Some Zapotec from Coatecas Altas, in Mexico’s Oaxaca state, started an annual festival in Madera, California, in 2009 and it has grown steadily since then. Called La Fiesta del Pueblo, the celebration began as a way for people from the Mexican town to celebrate their community saint, San Juan Evangelista.
Juan Santiago, a young Zapotec man, spoke to a reporter last week about the celebration this year on December 28th, which was also described in detail by a news story in January 2012. He explained that the reason for the festival in Madera, a small city in the Central Valley, is that many of the local Zapotec are undocumented immigrants who have not been able to visit their home communities in Mexico for 10, 15, or even 20 years. The Zapotec people miss their traditional festivals, he said, so “they ask to reproduce some of the traditions.”
The news story last week focused on the dancing, with the crowds in the ballroom enjoying the loud music. A photo shows a small, costumed bull, a “torito,” dancing in the crowd. The news story two years ago described other activities that were part of the fiesta, such as a basketball game and a 22 mile run.
Mr. Santiago said that most of the Zapotec immigrants in the Central Valley came to the U.S. after first migrating to other Mexican states, arriving north of the border after the immigration reform of 1986—so most of them are undocumented. Other indigenous groups from Oaxaca, such as the Mixtecs, he said, arrived before that reform, so they can legally and easily—and fairly frequently—visit their home villages and families in Mexico.
Santiago explains that his own family typifies the Zapotec experience. His father migrated north first, followed by his brothers then his wife and children. The Zapotec are primarily a farming people, so they settled in rural California, particularly the Madera area of the San Joaquin Valley, to do what they are most comfortable doing: farm work.
The Fiesta del Pueblo “is helping people to get involved in the community,” Santiago explains. “It takes a year to organize it, so the organizing committee has to deal with several people, organization.” He adds, “you feel these activities educate you [and prepare] you to go around better in our community.”
He sees added benefits for the Zapotec in the valley from participating in the festival. Many of the farm workers are single and living alone—men whose families are far away. “So they come to the Fiesta and they enjoy and forget for awhile the nostalgia and the loneliness.”
Although the fiesta started as a celebration of the saint of a particular town in Oaxaca, it is growing as other Mexican indigenous people have begun participating. Other organizations and agencies are helping plan for the festival next year.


◆ The task ◆
Tally how many lines in this material contain the word "DAYS", and reply only with the count.

☆ ☆ ☆ ☆

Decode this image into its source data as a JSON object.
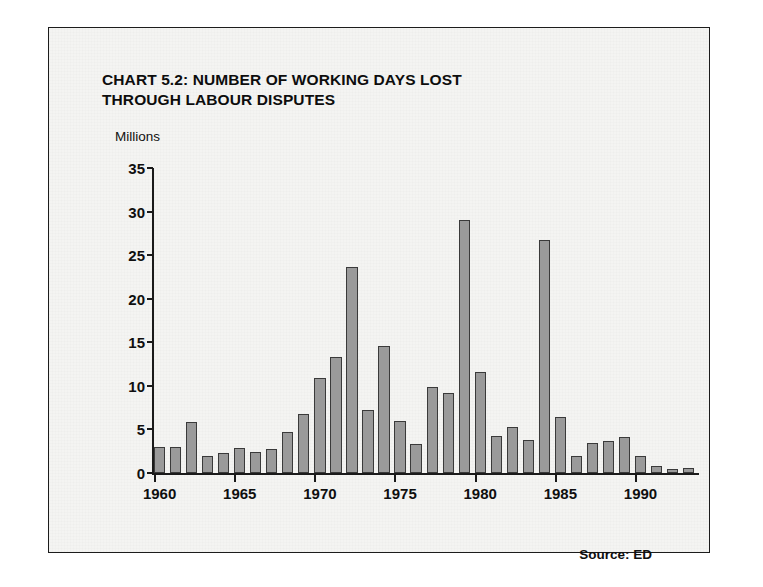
{
  "panel": {
    "title_line1": "CHART 5.2: NUMBER OF WORKING DAYS LOST",
    "title_line2": "THROUGH LABOUR DISPUTES",
    "source": "Source: ED",
    "axis_unit_caption": "Millions"
  },
  "colors": {
    "bar_fill": "#9a9a9a",
    "bar_border": "#3a3a3a",
    "axis": "#1a1a1a",
    "text": "#0f0f0f",
    "paper": "#f4f4f2"
  },
  "chart_data": {
    "type": "bar",
    "title": "CHART 5.2: NUMBER OF WORKING DAYS LOST THROUGH LABOUR DISPUTES",
    "subtitle": "",
    "xlabel": "",
    "ylabel": "Millions",
    "ylim": [
      0,
      35
    ],
    "yticks": [
      0,
      5,
      10,
      15,
      20,
      25,
      30,
      35
    ],
    "ytick_labels": [
      "0",
      "5",
      "10",
      "15",
      "20",
      "25",
      "30",
      "35"
    ],
    "xticks": [
      1960,
      1965,
      1970,
      1975,
      1980,
      1985,
      1990
    ],
    "xtick_labels": [
      "1960",
      "1965",
      "1970",
      "1975",
      "1980",
      "1985",
      "1990"
    ],
    "xlim": [
      1960,
      1994
    ],
    "grid": false,
    "legend": null,
    "source_note": "Source: ED",
    "categories": [
      "1960",
      "1961",
      "1962",
      "1963",
      "1964",
      "1965",
      "1966",
      "1967",
      "1968",
      "1969",
      "1970",
      "1971",
      "1972",
      "1973",
      "1974",
      "1975",
      "1976",
      "1977",
      "1978",
      "1979",
      "1980",
      "1981",
      "1982",
      "1983",
      "1984",
      "1985",
      "1986",
      "1987",
      "1988",
      "1989",
      "1990",
      "1991",
      "1992",
      "1993"
    ],
    "values": [
      3.0,
      3.0,
      5.8,
      2.0,
      2.3,
      2.9,
      2.4,
      2.8,
      4.7,
      6.8,
      10.9,
      13.3,
      23.6,
      7.2,
      14.6,
      6.0,
      3.3,
      9.9,
      9.2,
      29.0,
      11.6,
      4.3,
      5.3,
      3.8,
      26.7,
      6.4,
      1.9,
      3.5,
      3.7,
      4.1,
      1.9,
      0.8,
      0.5,
      0.6
    ]
  }
}
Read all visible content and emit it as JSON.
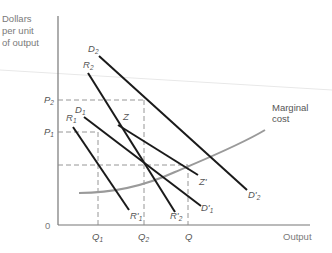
{
  "diagram": {
    "y_axis_label": [
      "Dollars",
      "per unit",
      "of output"
    ],
    "x_axis_label": "Output",
    "origin_label": "0",
    "price_labels": [
      {
        "name": "P2",
        "base": "P",
        "sub": "2"
      },
      {
        "name": "P1",
        "base": "P",
        "sub": "1"
      }
    ],
    "quantity_labels": [
      {
        "name": "Q1",
        "base": "Q",
        "sub": "1"
      },
      {
        "name": "Q2",
        "base": "Q",
        "sub": "2"
      },
      {
        "name": "Q",
        "base": "Q",
        "sub": ""
      }
    ],
    "curves": [
      {
        "name": "D2",
        "start_label": "D2",
        "end_label": "D'2"
      },
      {
        "name": "R2",
        "start_label": "R2",
        "end_label": "R'2"
      },
      {
        "name": "D1",
        "start_label": "D1",
        "end_label": "D'1"
      },
      {
        "name": "R1",
        "start_label": "R1",
        "end_label": "R'1"
      },
      {
        "name": "Z",
        "start_label": "Z",
        "end_label": "Z'"
      }
    ],
    "marginal_cost_label": [
      "Marginal",
      "cost"
    ],
    "colors": {
      "axis": "#777777",
      "curve": "#1a1a1a",
      "marginal_cost": "#9a9a9a",
      "dashed": "#8a8a8a",
      "text": "#6f6f6f"
    }
  }
}
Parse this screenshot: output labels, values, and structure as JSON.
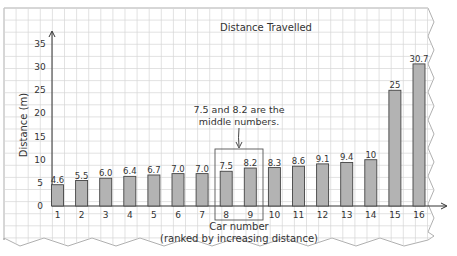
{
  "chart_data": {
    "type": "bar",
    "title": "Distance Travelled",
    "xlabel": "Car number",
    "xlabel_sub": "(ranked by increasing distance)",
    "ylabel": "Distance (m)",
    "ylim": [
      0,
      35
    ],
    "yticks": [
      0,
      5,
      10,
      15,
      20,
      25,
      30,
      35
    ],
    "categories": [
      "1",
      "2",
      "3",
      "4",
      "5",
      "6",
      "7",
      "8",
      "9",
      "10",
      "11",
      "12",
      "13",
      "14",
      "15",
      "16"
    ],
    "values": [
      4.6,
      5.5,
      6.0,
      6.4,
      6.7,
      7.0,
      7.0,
      7.5,
      8.2,
      8.3,
      8.6,
      9.1,
      9.4,
      10,
      25,
      30.7
    ],
    "value_labels": [
      "4.6",
      "5.5",
      "6.0",
      "6.4",
      "6.7",
      "7.0",
      "7.0",
      "7.5",
      "8.2",
      "8.3",
      "8.6",
      "9.1",
      "9.4",
      "10",
      "25",
      "30.7"
    ],
    "annotation": {
      "lines": [
        "7.5 and 8.2 are the",
        "middle numbers."
      ],
      "highlight_categories": [
        "8",
        "9"
      ]
    },
    "grid": true,
    "legend": null
  },
  "colors": {
    "paper": "#ffffff",
    "grid": "#d6d6d6",
    "bar_fill": "#b3b3b3",
    "bar_stroke": "#444444",
    "axis": "#333333",
    "text": "#333333"
  }
}
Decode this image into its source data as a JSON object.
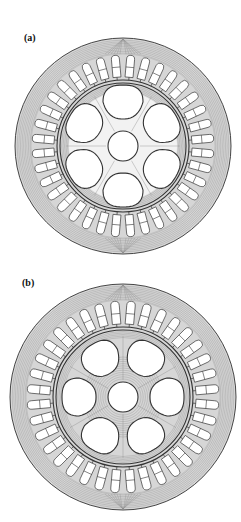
{
  "figure": {
    "panels": [
      {
        "id": "a",
        "label": "(a)",
        "label_pos": [
          24,
          43
        ],
        "center": [
          123,
          146
        ],
        "stator_outer_r": 108,
        "stator_inner_r": 66,
        "rotor_r": 63,
        "slot_count": 36,
        "slot_angle_offset_deg": 5,
        "slot_inner_r": 69,
        "slot_outer_r": 91,
        "slot_width": 8,
        "rotor_holes": {
          "count": 6,
          "angle_offset_deg": 0,
          "distance": 44,
          "width": 40,
          "height": 34
        },
        "center_hole_r": 15,
        "flux_in_rotor": false
      },
      {
        "id": "b",
        "label": "(b)",
        "label_pos": [
          22,
          288
        ],
        "center": [
          123,
          397
        ],
        "stator_outer_r": 113,
        "stator_inner_r": 70,
        "rotor_r": 67,
        "slot_count": 36,
        "slot_angle_offset_deg": 5,
        "slot_inner_r": 73,
        "slot_outer_r": 96,
        "slot_width": 8.5,
        "rotor_holes": {
          "count": 6,
          "angle_offset_deg": 30,
          "distance": 44,
          "width": 38,
          "height": 34
        },
        "center_hole_r": 15,
        "flux_in_rotor": true
      }
    ],
    "colors": {
      "background": "#ffffff",
      "flux_fill": "#d6d6d6",
      "flux_line": "#8a8a8a",
      "outline": "#333333",
      "label": "#111111"
    }
  }
}
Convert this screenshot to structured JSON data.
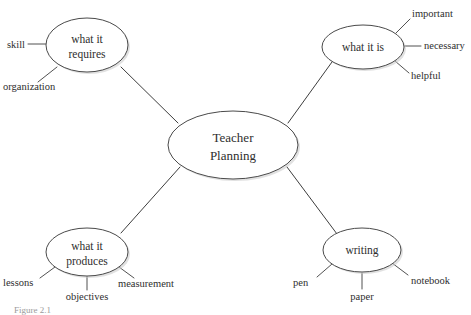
{
  "diagram": {
    "type": "mind-map",
    "background_color": "#ffffff",
    "node_stroke_color": "#4a4a4a",
    "text_color": "#2e2e2e",
    "center": {
      "label_line_1": "Teacher",
      "label_line_2": "Planning"
    },
    "branches": [
      {
        "id": "what-it-requires",
        "label_line_1": "what it",
        "label_line_2": "requires",
        "leaves": [
          {
            "id": "skill",
            "label": "skill"
          },
          {
            "id": "organization",
            "label": "organization"
          }
        ]
      },
      {
        "id": "what-it-is",
        "label_line_1": "what it is",
        "label_line_2": "",
        "leaves": [
          {
            "id": "important",
            "label": "important"
          },
          {
            "id": "necessary",
            "label": "necessary"
          },
          {
            "id": "helpful",
            "label": "helpful"
          }
        ]
      },
      {
        "id": "what-it-produces",
        "label_line_1": "what it",
        "label_line_2": "produces",
        "leaves": [
          {
            "id": "lessons",
            "label": "lessons"
          },
          {
            "id": "objectives",
            "label": "objectives"
          },
          {
            "id": "measurement",
            "label": "measurement"
          }
        ]
      },
      {
        "id": "writing",
        "label_line_1": "writing",
        "label_line_2": "",
        "leaves": [
          {
            "id": "pen",
            "label": "pen"
          },
          {
            "id": "paper",
            "label": "paper"
          },
          {
            "id": "notebook",
            "label": "notebook"
          }
        ]
      }
    ],
    "caption": "Figure 2.1"
  }
}
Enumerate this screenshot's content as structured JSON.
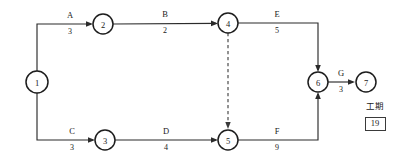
{
  "diagram": {
    "type": "activity-on-arrow-network",
    "title_visible": false,
    "nodes": [
      {
        "id": "1",
        "label": "1",
        "cx": 37,
        "cy": 82,
        "r": 11
      },
      {
        "id": "2",
        "label": "2",
        "cx": 103,
        "cy": 24,
        "r": 10
      },
      {
        "id": "3",
        "label": "3",
        "cx": 105,
        "cy": 140,
        "r": 10
      },
      {
        "id": "4",
        "label": "4",
        "cx": 228,
        "cy": 23,
        "r": 10
      },
      {
        "id": "5",
        "label": "5",
        "cx": 228,
        "cy": 140,
        "r": 10
      },
      {
        "id": "6",
        "label": "6",
        "cx": 318,
        "cy": 82,
        "r": 10
      },
      {
        "id": "7",
        "label": "7",
        "cx": 366,
        "cy": 82,
        "r": 10
      }
    ],
    "activities": [
      {
        "name": "A",
        "duration": "3",
        "from": "1",
        "to": "2",
        "label_x": 70,
        "name_y": 18,
        "dur_y": 32,
        "style": "solid"
      },
      {
        "name": "B",
        "duration": "2",
        "from": "2",
        "to": "4",
        "label_x": 165,
        "name_y": 17,
        "dur_y": 31,
        "style": "solid"
      },
      {
        "name": "C",
        "duration": "3",
        "from": "1",
        "to": "3",
        "label_x": 72,
        "name_y": 134,
        "dur_y": 148,
        "style": "solid"
      },
      {
        "name": "D",
        "duration": "4",
        "from": "3",
        "to": "5",
        "label_x": 166,
        "name_y": 134,
        "dur_y": 148,
        "style": "solid"
      },
      {
        "name": "E",
        "duration": "5",
        "from": "4",
        "to": "6",
        "label_x": 277,
        "name_y": 17,
        "dur_y": 31,
        "style": "solid"
      },
      {
        "name": "F",
        "duration": "9",
        "from": "5",
        "to": "6",
        "label_x": 277,
        "name_y": 134,
        "dur_y": 148,
        "style": "solid"
      },
      {
        "name": "G",
        "duration": "3",
        "from": "6",
        "to": "7",
        "label_x": 342,
        "name_y": 76,
        "dur_y": 90,
        "style": "solid"
      },
      {
        "name": "",
        "duration": "",
        "from": "4",
        "to": "5",
        "label_x": 228,
        "name_y": 0,
        "dur_y": 0,
        "style": "dashed"
      }
    ],
    "duration_panel": {
      "label": "工期",
      "value": "19"
    }
  }
}
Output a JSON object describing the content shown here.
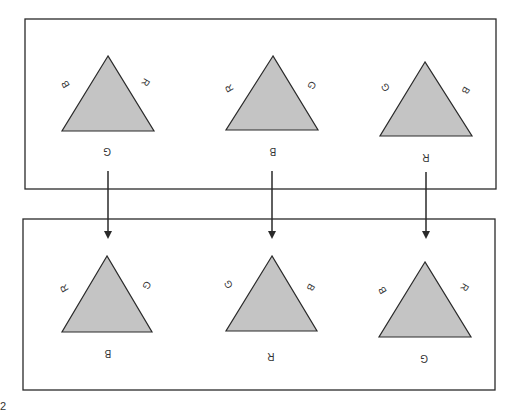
{
  "diagram": {
    "colors": {
      "triangle_fill": "#c4c4c4",
      "stroke": "#2a2a2a",
      "background": "#ffffff"
    },
    "top_row": {
      "triangles": [
        {
          "left": "B",
          "right": "R",
          "bottom": "G"
        },
        {
          "left": "R",
          "right": "G",
          "bottom": "B"
        },
        {
          "left": "G",
          "right": "B",
          "bottom": "R"
        }
      ]
    },
    "bottom_row": {
      "triangles": [
        {
          "left": "R",
          "right": "G",
          "bottom": "B"
        },
        {
          "left": "G",
          "right": "B",
          "bottom": "R"
        },
        {
          "left": "B",
          "right": "R",
          "bottom": "G"
        }
      ]
    },
    "arrows": [
      {
        "from": "top_row.0",
        "to": "bottom_row.0"
      },
      {
        "from": "top_row.1",
        "to": "bottom_row.1"
      },
      {
        "from": "top_row.2",
        "to": "bottom_row.2"
      }
    ],
    "corner_mark": "2"
  }
}
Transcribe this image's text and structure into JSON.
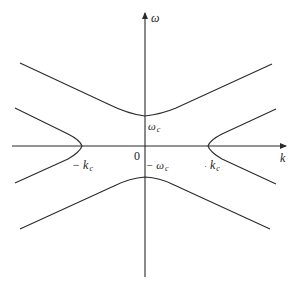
{
  "figure": {
    "axes": {
      "x_label": "k",
      "y_label": "ω",
      "origin_label": "0"
    },
    "labels": {
      "omega_c": {
        "symbol": "ω",
        "sub": "c"
      },
      "neg_omega_c": {
        "symbol": "− ω",
        "sub": "c"
      },
      "k_c": {
        "prefix": "·",
        "symbol": "k",
        "sub": "c"
      },
      "neg_k_c": {
        "symbol": "− k",
        "sub": "c"
      }
    },
    "curves": [
      {
        "name": "upper-hyperbola",
        "vertex_label": "ω_c",
        "opens": "up"
      },
      {
        "name": "lower-hyperbola",
        "vertex_label": "−ω_c",
        "opens": "down"
      },
      {
        "name": "left-hyperbola",
        "vertex_label": "−k_c",
        "opens": "left"
      },
      {
        "name": "right-hyperbola",
        "vertex_label": "k_c",
        "opens": "right"
      }
    ],
    "colors": {
      "line": "#2a2a2a",
      "background": "#ffffff"
    }
  }
}
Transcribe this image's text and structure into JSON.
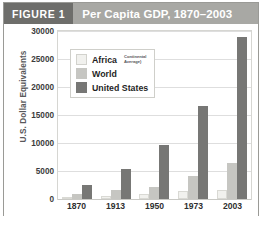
{
  "header": {
    "badge": "FIGURE 1",
    "title": "Per Capita GDP, 1870–2003"
  },
  "axis": {
    "ylabel": "U.S. Dollar Equivalents",
    "yticks": [
      "30000",
      "25000",
      "20000",
      "15000",
      "10000",
      "5000",
      "0"
    ]
  },
  "legend": {
    "items": [
      {
        "label": "Africa",
        "note_line1": "Continental",
        "note_line2": "Average)",
        "color": "#f1f1ee"
      },
      {
        "label": "World",
        "note_line1": "",
        "note_line2": "",
        "color": "#c6c6c2"
      },
      {
        "label": "United States",
        "note_line1": "",
        "note_line2": "",
        "color": "#777775"
      }
    ]
  },
  "colors": {
    "badge_bg": "#6e6e6b",
    "title_bg": "#a8a8a4",
    "africa": "#f1f1ee",
    "world": "#c6c6c2",
    "united_states": "#777775",
    "gridline": "#dedede"
  },
  "chart_data": {
    "type": "bar",
    "title": "Per Capita GDP, 1870–2003",
    "xlabel": "",
    "ylabel": "U.S. Dollar Equivalents",
    "categories": [
      "1870",
      "1913",
      "1950",
      "1973",
      "2003"
    ],
    "ylim": [
      0,
      30000
    ],
    "ytick_step": 5000,
    "grid": true,
    "legend_position": "inside-top-left",
    "series": [
      {
        "name": "Africa (Continental Average)",
        "values": [
          425,
          585,
          890,
          1410,
          1550
        ]
      },
      {
        "name": "World",
        "values": [
          875,
          1540,
          2110,
          4080,
          6500
        ]
      },
      {
        "name": "United States",
        "values": [
          2445,
          5300,
          9560,
          16690,
          29000
        ]
      }
    ]
  }
}
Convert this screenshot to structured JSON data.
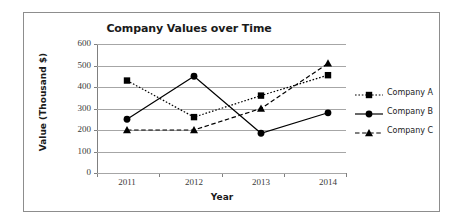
{
  "chart_data": {
    "type": "line",
    "title": "Company Values over Time",
    "xlabel": "Year",
    "ylabel": "Value (Thousand $)",
    "categories": [
      "2011",
      "2012",
      "2013",
      "2014"
    ],
    "yticks": [
      "600",
      "500",
      "400",
      "300",
      "200",
      "100",
      "0"
    ],
    "ylim": [
      0,
      600
    ],
    "ytick_step": 100,
    "grid": true,
    "legend_position": "right",
    "series": [
      {
        "name": "Company A",
        "values": [
          430,
          260,
          360,
          455
        ],
        "marker": "square",
        "linestyle": "dotted",
        "color": "#000000"
      },
      {
        "name": "Company B",
        "values": [
          250,
          450,
          185,
          280
        ],
        "marker": "circle",
        "linestyle": "solid",
        "color": "#000000"
      },
      {
        "name": "Company C",
        "values": [
          200,
          200,
          300,
          510
        ],
        "marker": "triangle",
        "linestyle": "dashed",
        "color": "#000000"
      }
    ]
  },
  "colors": {
    "gridline": "#a6a6a6",
    "axis": "#808080",
    "border": "#8d8d8d",
    "text": "#1a1a1a",
    "tick_text": "#3a3a3a"
  }
}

☆ ☆ ☆ ☆

◆ Completed exercise ◆
2